From environmental nightmares to the corporate war machine to social solidarity to identity politics to abortion to the isolation brought on by Covid, the muralists at the MEMUR Festival in Oldenburg, Germany are not muting their serious concerns about the modern world.
For being the inaugural episode of a festival, you have to be impressed with it on many levels. First is the selection high-quality international and national artists from both the street art and graffiti world. Secondly, organizers devised an equitable solution for these two distinct, yet entirely related, subcultures to participate fully on the walls of their fair city – with respect for all. Finally, the true rebellious spirit of this organically grown and democratic global people’s art movement was preserved by encouraging artists to select a modern-day societal ill and address it with their work.

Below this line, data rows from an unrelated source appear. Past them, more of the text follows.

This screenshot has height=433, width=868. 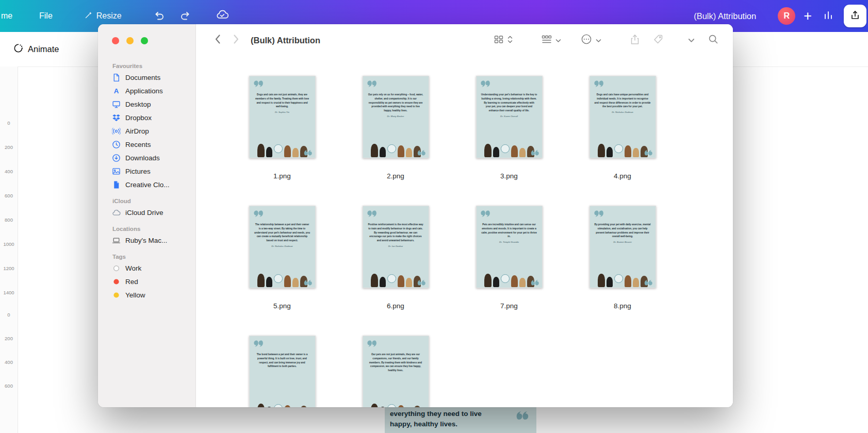 I want to click on sidebar-item-red: Red, so click(x=146, y=281).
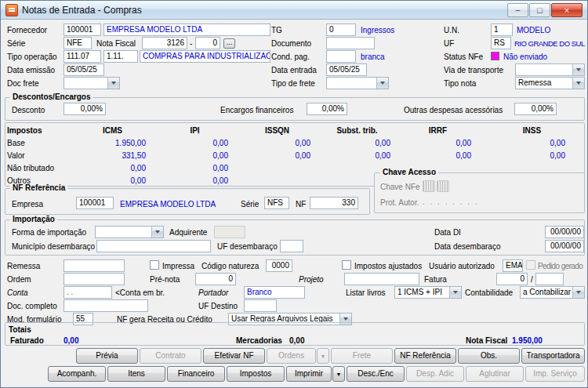  What do you see at coordinates (82, 56) in the screenshot?
I see `tipo-operacao-codigo-input: 111.07` at bounding box center [82, 56].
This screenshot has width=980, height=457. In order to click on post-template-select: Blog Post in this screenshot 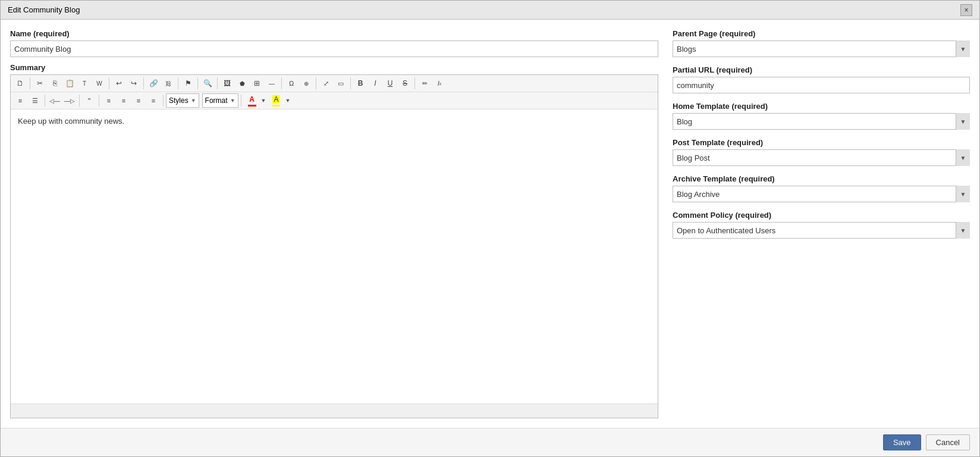, I will do `click(821, 158)`.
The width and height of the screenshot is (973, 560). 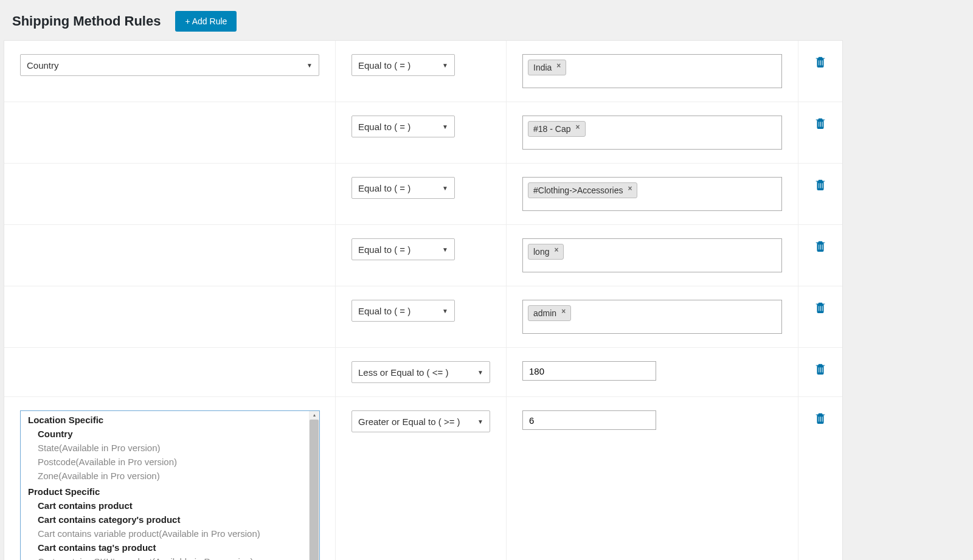 I want to click on tag-chip: #18 - Cap×, so click(x=557, y=129).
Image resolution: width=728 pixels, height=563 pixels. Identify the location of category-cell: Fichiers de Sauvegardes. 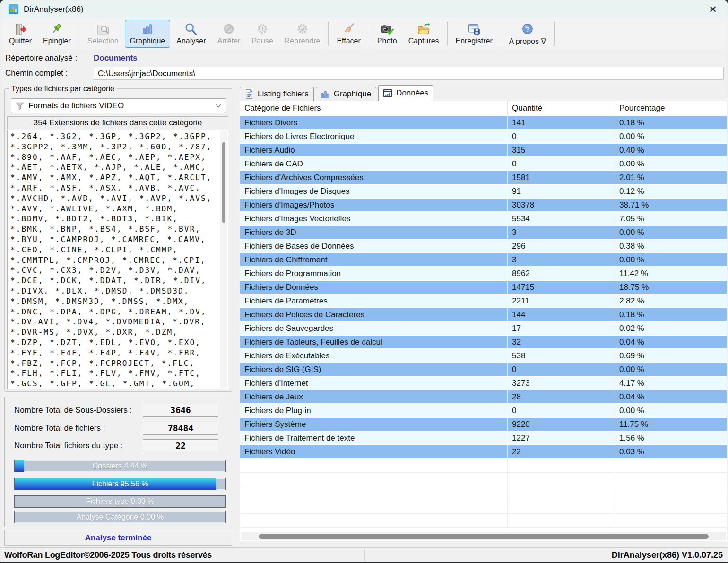
(374, 328).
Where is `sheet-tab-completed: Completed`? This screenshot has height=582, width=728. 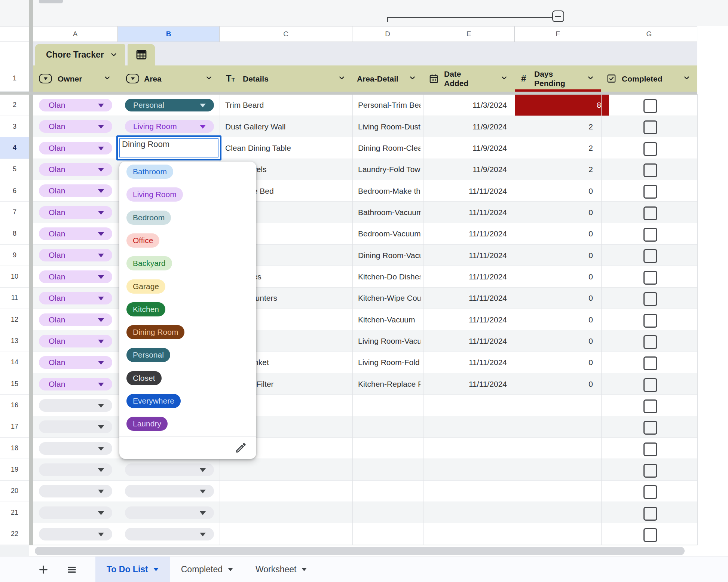 sheet-tab-completed: Completed is located at coordinates (207, 569).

It’s refreshing to experience a themed public exhibition like this that has not been censored by commercial interests but that endeavors to speak openly with its artworks about potentially difficult subjects to address the everyday passerby. “Street art has always been a means to criticize, reflect, and question,” says an online description of the scenes’ nascent beginnings, and that couldn’t be more true from our perspective. MEMUR 2022 calls it ‘Evolution of a Revolution,’ and since there is a widespread notion across developed world countries that leaders are not representing citizens anymore, you can imagine that these works may get people talking together and realizing that we are not polarized left-right, but top-bottom.
Today we’ll show you images from the street art muralists’ walls on one side of the 280-meter-long wall of the railway elevation on the Oldenburg federal railway path, and tomorrow we’ll show you the ‘Wall of Fame’ created on the other side by a stunning array of graffiti writers. In both cases, we extend our heartfelt thanks to two of the main participants in the event, photographers Martha Cooper of New York and hometown superstar/international photographer Nikka Kramer. Thanks to both for sharing their images with BSA readers.
Bulgarian muralists Arsek & Erase may have chosen one of the hottest current topics to address in their mural; the fear of hyperinflation and the severe damage it can do to individuals. The illustration-style painting features a vicious snake enveloping a jar of “savings”, preparing to consume it whole. Here in Oldenburg, where German inflation rose to its highest level in almost 50 years in August (8.8%), people are familiar with the topic. In their hometown of Sofia, Aresek & Erase are experiencing a 17% rate of inflation as of last month. Technically the term “hyperinflation” is somewhere above 50%, and 60 or so countries have fallen into it in the last hundred years, including Argentina today, and rather famously, the Weimar Republic (of which Oldenburg was a federated state) exactly 100 years ago, from 1921-23.
Suffice it to say that today many of the world’s currencies are in danger of inflationary pressures, including the dollar and Euro. There was talk amongst participants and organizers of MEMUR that the costs of the festival itself had to be recalibrated a few times because of increased costs in lodging, transportation, labor, and art materials.
“Thanks to everyone who came despite the heat to watch the artists paint, participate in the graffiti workshops and try their luck at the raffle,” said the organizers in their Instagram posting.
“All the positive feedback on the festival and the exhibition “Evolution of a Revolution” in the Kulturhalle am Pferdemarkt has only strengthened our belief that Oldenburg is ready for street art and that we definitely want to continue!’